Emerging Creatives: Victoria Kennefick
- Emma Cody

- Nov 23, 2025
- 3 min read
Victoria Kennefick: Hunger, Memory, and the Fierce Intimacy of an Irish Voice
By Emma Cody · Co-Founder · 23/11/25
Some poets write with elegance, and some write with precision. Every now and then, a poet arrives who writes with urgency, as though each line is carved from something deeply lived. Victoria Kennefick is one of those rare writers. Her poems don’t simply communicate emotion, they inhabit it. They move with a pulse, a breath, a vivid sense of presence that stays with you long after the page is turned.
In the landscape of contemporary Irish poetry, Kennefick’s voice is unmistakable: fierce yet vulnerable, visceral yet tender, grounded in ritual, memory, and the complexities of the body.
She is a poet whose work feels both intimate and expansive, a voice shaped by personal history but resonant far beyond it.
Who is Victoria Kennefick?
Originally from Shanagarry, County Cork, and now based in County Kerry, Victoria Kennefick has quickly become one of the most acclaimed and compelling poets of her generation.
Her path to poetry blends scholarships, curiosity, and deep engagement with the Irish literary tradition. She completed a PhD in English Literature at University College Cork, and later travelled to the United States as a Fulbright Scholar, studying at Emory University and Georgia College & State University.
Her academic grounding is evident in her work — not in a way that distances the reader, but in the way she structures her poems: thoughtful, layered, and attentive to the resonances between past and present.
Body of Work: From First Pamphlet to Award-Winning Collections:
White Whaler (2015)
Published by Southword Editions, White Whale introduced Kennefick’s early style: lyrical, mythic, and unafraid to grapple with longing, transformation, and the depths of personal history. It laid the foundation for everything that followed.

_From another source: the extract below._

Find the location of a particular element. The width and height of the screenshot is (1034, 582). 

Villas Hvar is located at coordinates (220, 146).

Eat or We Both Starve (2021)
Her debut full-length collection, published by Carcanet Press, was a defining moment. A book about hunger, for connection, for memory, for survival — it navigates the terrain of family, desire, grief, and the rituals that bind us to each other.
Egg/Shell (2024)
Her second collection continues her exploration of the body, identity, and vulnerability. Egg/Shell is a book concerned with thresholds, the moment something fractures, or something forms. The poems feel delicate yet unflinching, and the collection won the Farmgate Cafe National Poetry Award, further cementing her growing reputation.
A Significant Presence in Irish Literary Life:
Kennefick’s impact extends beyond her books. She has held several prestigious roles, including:
Poet-in-Residence at the Yeats Society, Sligo
Writer-in-Residence at University College Dublin
2025 Writer Fellow with the Arts Council of Ireland and Trinity College Dublin.

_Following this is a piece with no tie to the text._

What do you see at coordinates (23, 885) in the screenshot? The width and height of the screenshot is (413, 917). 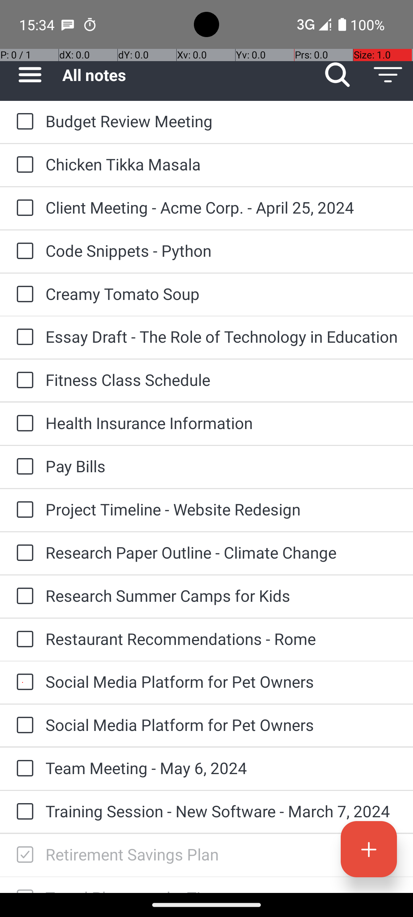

Her work has appeared in leading literary journals such as Poetry, The Poetry Review, PN Review, The Stinging Fly, and Poetry Ireland Review. She also co-hosts the Unlaunched Books Podcast, showcasing her interest in uplifting emerging writers and fostering literary community.

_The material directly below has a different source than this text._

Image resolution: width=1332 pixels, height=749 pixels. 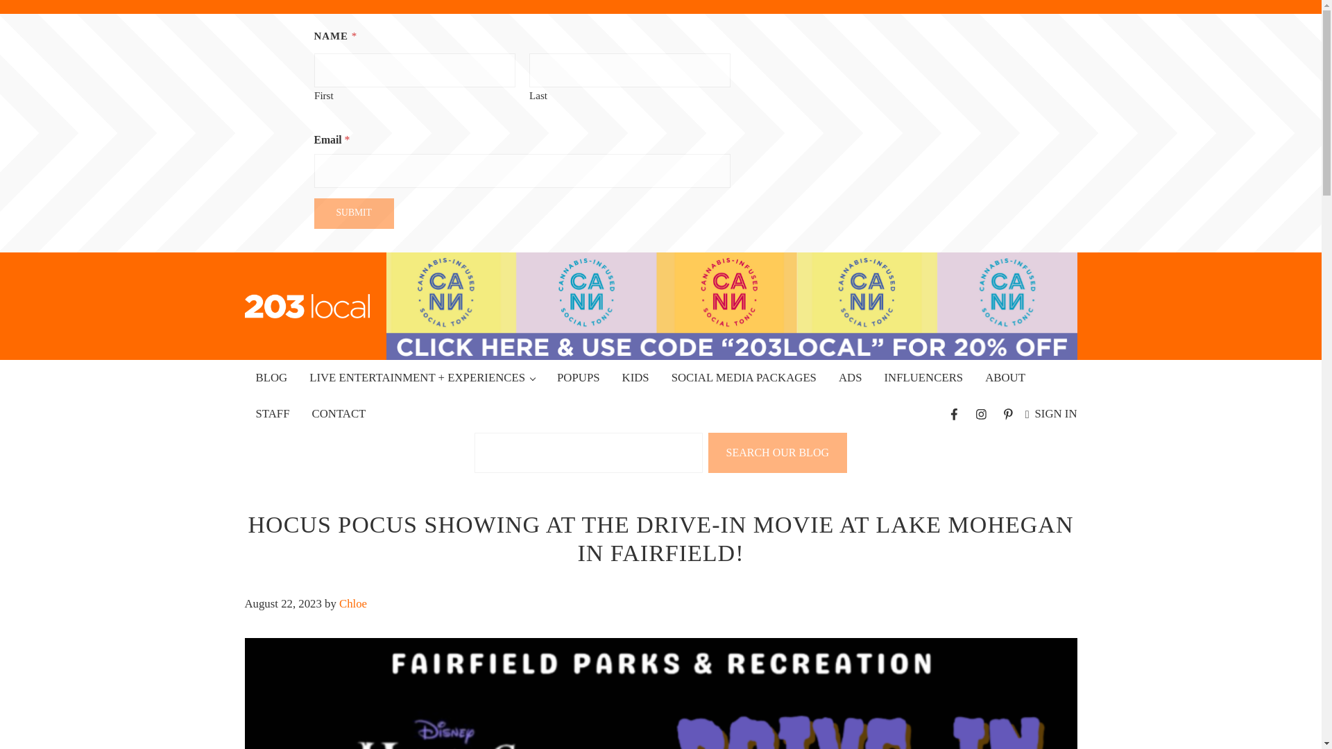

Some of My Favourite Pieces:
Hunger (from Eat or We Both Starve)
“Hunger” is one of Kennefick’s most striking explorations of loss, inheritance, and emotional need. The title signals not just physical appetite, but a deeper, more haunting emptiness, one that grief leaves behind. The poem treats hunger as a metaphor for absence: the absence of a loved one, the absence of comfort, the absence of the version of ourselves that existed before that loss
January
“January” is a poem steeped in atmosphere, cold, stripped-back, edged with the sharpness of early winter light. “ If “Hunger” deals with emotional emptiness, then “January” explores a different kind of barrenness: the moment when a year begins but the speaker feels suspended, waiting for something unnamed.
Seamount
“Seamount” for me personally is one of Kennefick’s most evocative poems — a piece that feels geological, mythic, and intensely emotional. A seamount (an underwater mountain) is a perfect metaphor for what lies beneath the surface: memory, grief, buried desire, hidden versions of the self.
Why She Matters:
Kennefick stands out because she writes poems that feel lived, not merely crafted. She brings to the page a rare combination of emotional immediacy and technical precision. Her work speaks to the complexities of contemporary Irish identity, but equally, it transcends geography. Anyone who has experienced loss, longing, or the intricate nature of family will find themselves reflected in her lines.
She is a poet unafraid of vulnerability, unafraid of darkness, unafraid of the truths the body carries. And as she continues to evolve, her work feels like it’s only becoming more powerful.
Conclusion:
If you’re discovering Victoria Kennefick for the first time, begin with Eat or We Both Starve. It’s a bold, unforgettable debut full-length collection that will show you exactly why she has become one of the most significant Irish poets of the last decade.
The move straight into Egg/Shell, a collection that demonstrates growth, depth, and daring.
In a poetry landscape hungry for honesty, clarity, and emotional resonance, Kennefick offers all three — in abundance.